The way the recent deals have been structured is that the capacity and thus revenue is pre-booked, which upgrades the credit quality in the eyes of the lenders. Blue Owl is private equity, so they are likely loading the special purpose vehicle itself with the debt (in a way that it off Meta's balance sheet, which is the primary objective), and then possibly funding the capital outlay through secondary markets (if not now, then perhaps later they can bundle it up and sell it - it's Meta adjacent so they will have no problem selling on that debt).
If Blue Owl is providing capital for an equity slice, they get huge leverage on their cut baked into the deal. Pension funds that may end up buying debt in the deal eventually don't want to actually fund the equity of the project and take the risk booting it all up while sitting at the front of the capital stack with corresponding risk of getting wiped out (even if it's a Meta partnership), they simply want securitized fixed income, and make it as vanilla as possible.
So the question is more "will Private Credit (or pension funds/institutions) take debt backed by datacenter collateral with long term service agreements with Meta" and the answer is yes. There is much lower quality stuff than that in the PC space.
But the one thing that doesn’t compute is the commitment. There is a long term obligation now incurred by meta to use this infrastructure. If it’s a capital lease I assume this is now a liability on their books (and disclosures)?
This seems to be a widespread practice lately, so there must be something going on here. Aside from the balance sheet/accounting angle...
Maybe they don't want to securitize their core assets and introduce a new favored class of investor. Ex: If they are securitizing their AI data centers as part of the initial capital raise, those investors would be higher up the capital stack. They would get the datacenter in a theoretical bankruptcy before the bond/equity holders got their cut of the liquidation. Intel securitized their new fab builds with Brookfield and Apollo and, as a shareholder at the time, it didn't feel great. No idea what the precedent is regarding Meta by the way, just a thought.
Maybe they think that the lenders are a bit "overzealous", and they want to push the risk of things like write down on GPU racks entirely onto external parties who are apparently all too happy to take the risk.
I'm guessing it's a mix of both, combined with the fact that we're seeing some copy and paste thinking. This is proving to be a way to get fast access to the huge private credit market. I would assume there must be some very wide deal flow pipes cranking currently, so why not tap into them if the demand is there in the other end.
Or maybe they’re ok with the collateral on offer.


→ PROBLEM DESCRIPTION
Look for the word "nPopulation" in the data below, and copy every line that holds it.
------------------------------
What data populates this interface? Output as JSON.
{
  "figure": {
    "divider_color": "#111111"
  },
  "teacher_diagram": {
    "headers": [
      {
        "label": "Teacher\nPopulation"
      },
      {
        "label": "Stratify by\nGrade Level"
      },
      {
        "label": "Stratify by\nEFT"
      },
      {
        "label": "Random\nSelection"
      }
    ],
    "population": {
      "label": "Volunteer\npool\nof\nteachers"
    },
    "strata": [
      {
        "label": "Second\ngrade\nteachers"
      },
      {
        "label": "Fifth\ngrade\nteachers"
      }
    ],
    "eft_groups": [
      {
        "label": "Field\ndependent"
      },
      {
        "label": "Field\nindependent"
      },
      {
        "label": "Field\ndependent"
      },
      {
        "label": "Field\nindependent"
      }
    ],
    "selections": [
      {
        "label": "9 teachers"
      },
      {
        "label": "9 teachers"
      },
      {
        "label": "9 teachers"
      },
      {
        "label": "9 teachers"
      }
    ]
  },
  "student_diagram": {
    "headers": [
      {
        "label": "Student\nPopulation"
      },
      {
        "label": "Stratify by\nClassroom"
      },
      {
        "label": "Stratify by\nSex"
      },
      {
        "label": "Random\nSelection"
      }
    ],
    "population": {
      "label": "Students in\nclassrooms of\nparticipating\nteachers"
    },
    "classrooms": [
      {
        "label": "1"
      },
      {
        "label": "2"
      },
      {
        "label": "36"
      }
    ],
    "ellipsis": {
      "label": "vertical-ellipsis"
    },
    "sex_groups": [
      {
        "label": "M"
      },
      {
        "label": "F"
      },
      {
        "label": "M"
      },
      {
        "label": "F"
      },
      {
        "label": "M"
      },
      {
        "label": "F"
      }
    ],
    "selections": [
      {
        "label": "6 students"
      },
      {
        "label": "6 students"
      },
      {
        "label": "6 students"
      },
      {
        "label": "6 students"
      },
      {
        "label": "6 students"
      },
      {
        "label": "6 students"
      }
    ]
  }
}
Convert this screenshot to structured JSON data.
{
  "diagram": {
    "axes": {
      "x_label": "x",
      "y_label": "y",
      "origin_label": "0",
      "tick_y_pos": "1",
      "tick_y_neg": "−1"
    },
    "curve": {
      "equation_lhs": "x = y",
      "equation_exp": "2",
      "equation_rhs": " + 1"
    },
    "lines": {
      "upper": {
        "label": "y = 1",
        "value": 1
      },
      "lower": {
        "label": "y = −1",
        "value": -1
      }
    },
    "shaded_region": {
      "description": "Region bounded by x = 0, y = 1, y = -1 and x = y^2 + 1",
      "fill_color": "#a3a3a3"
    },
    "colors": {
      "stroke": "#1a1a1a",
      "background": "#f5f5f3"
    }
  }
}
------------------------------
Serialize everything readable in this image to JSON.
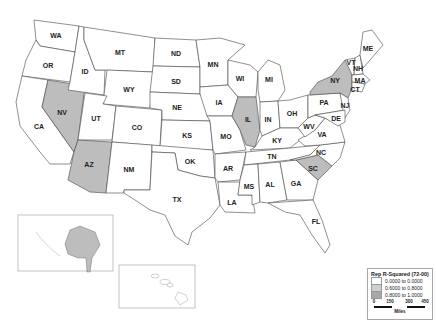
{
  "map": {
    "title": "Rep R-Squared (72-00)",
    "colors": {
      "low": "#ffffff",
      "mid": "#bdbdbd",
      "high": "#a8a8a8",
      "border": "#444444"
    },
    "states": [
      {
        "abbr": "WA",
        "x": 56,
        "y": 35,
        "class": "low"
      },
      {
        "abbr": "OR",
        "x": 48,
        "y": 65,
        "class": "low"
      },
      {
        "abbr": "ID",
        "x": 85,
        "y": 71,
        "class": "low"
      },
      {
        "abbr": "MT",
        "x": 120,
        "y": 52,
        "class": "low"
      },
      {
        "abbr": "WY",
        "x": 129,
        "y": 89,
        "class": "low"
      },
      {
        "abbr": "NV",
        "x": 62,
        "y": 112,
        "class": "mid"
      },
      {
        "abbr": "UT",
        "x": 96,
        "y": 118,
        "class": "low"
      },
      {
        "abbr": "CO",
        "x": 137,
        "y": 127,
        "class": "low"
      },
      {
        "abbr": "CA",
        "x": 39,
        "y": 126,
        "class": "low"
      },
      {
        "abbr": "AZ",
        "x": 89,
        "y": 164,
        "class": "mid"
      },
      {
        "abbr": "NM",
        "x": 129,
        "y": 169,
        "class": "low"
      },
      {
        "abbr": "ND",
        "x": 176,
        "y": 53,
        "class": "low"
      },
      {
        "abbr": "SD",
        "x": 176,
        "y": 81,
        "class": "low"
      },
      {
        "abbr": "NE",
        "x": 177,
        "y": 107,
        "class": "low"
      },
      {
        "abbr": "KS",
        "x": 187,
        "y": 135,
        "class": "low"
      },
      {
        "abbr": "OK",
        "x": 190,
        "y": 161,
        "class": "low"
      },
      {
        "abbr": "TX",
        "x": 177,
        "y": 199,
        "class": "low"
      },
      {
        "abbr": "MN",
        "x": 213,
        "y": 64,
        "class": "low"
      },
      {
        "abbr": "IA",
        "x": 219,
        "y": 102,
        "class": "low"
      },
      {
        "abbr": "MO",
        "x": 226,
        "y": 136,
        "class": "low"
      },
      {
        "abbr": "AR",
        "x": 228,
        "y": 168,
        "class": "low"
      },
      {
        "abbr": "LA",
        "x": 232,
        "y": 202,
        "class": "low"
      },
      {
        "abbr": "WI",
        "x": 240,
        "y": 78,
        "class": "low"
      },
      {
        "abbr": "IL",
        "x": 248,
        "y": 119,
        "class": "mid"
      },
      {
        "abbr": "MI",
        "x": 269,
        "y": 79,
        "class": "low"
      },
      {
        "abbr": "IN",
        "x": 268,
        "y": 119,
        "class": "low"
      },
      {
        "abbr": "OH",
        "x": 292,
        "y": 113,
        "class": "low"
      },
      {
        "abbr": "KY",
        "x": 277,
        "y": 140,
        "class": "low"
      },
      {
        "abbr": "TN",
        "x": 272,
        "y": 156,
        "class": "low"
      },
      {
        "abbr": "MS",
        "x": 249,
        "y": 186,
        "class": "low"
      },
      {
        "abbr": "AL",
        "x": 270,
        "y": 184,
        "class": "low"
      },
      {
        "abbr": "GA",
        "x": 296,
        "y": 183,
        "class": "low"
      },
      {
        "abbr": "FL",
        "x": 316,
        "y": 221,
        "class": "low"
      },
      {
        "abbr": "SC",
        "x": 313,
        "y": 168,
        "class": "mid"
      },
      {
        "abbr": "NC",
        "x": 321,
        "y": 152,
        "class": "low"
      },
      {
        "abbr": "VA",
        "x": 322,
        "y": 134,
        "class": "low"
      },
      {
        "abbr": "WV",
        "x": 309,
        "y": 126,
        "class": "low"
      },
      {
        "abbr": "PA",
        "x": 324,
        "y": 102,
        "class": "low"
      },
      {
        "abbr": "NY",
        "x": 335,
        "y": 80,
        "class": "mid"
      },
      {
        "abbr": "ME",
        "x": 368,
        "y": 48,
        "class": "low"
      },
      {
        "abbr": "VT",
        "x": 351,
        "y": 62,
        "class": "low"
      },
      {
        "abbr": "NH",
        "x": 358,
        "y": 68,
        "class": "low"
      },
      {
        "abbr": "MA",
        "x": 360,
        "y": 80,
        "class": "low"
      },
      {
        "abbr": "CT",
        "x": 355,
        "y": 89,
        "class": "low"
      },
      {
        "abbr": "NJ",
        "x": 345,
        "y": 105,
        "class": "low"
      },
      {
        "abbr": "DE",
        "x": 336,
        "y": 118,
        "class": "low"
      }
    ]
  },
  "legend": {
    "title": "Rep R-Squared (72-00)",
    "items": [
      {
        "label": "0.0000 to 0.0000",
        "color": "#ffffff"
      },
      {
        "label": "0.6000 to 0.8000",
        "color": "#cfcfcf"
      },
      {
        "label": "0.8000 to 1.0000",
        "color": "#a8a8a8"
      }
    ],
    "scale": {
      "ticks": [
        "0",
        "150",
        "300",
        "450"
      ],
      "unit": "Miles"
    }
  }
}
------------------------------
→ ANSWER TO THIS TASK
        "label": "Teacher\nPopulation"
        "label": "Student\nPopulation"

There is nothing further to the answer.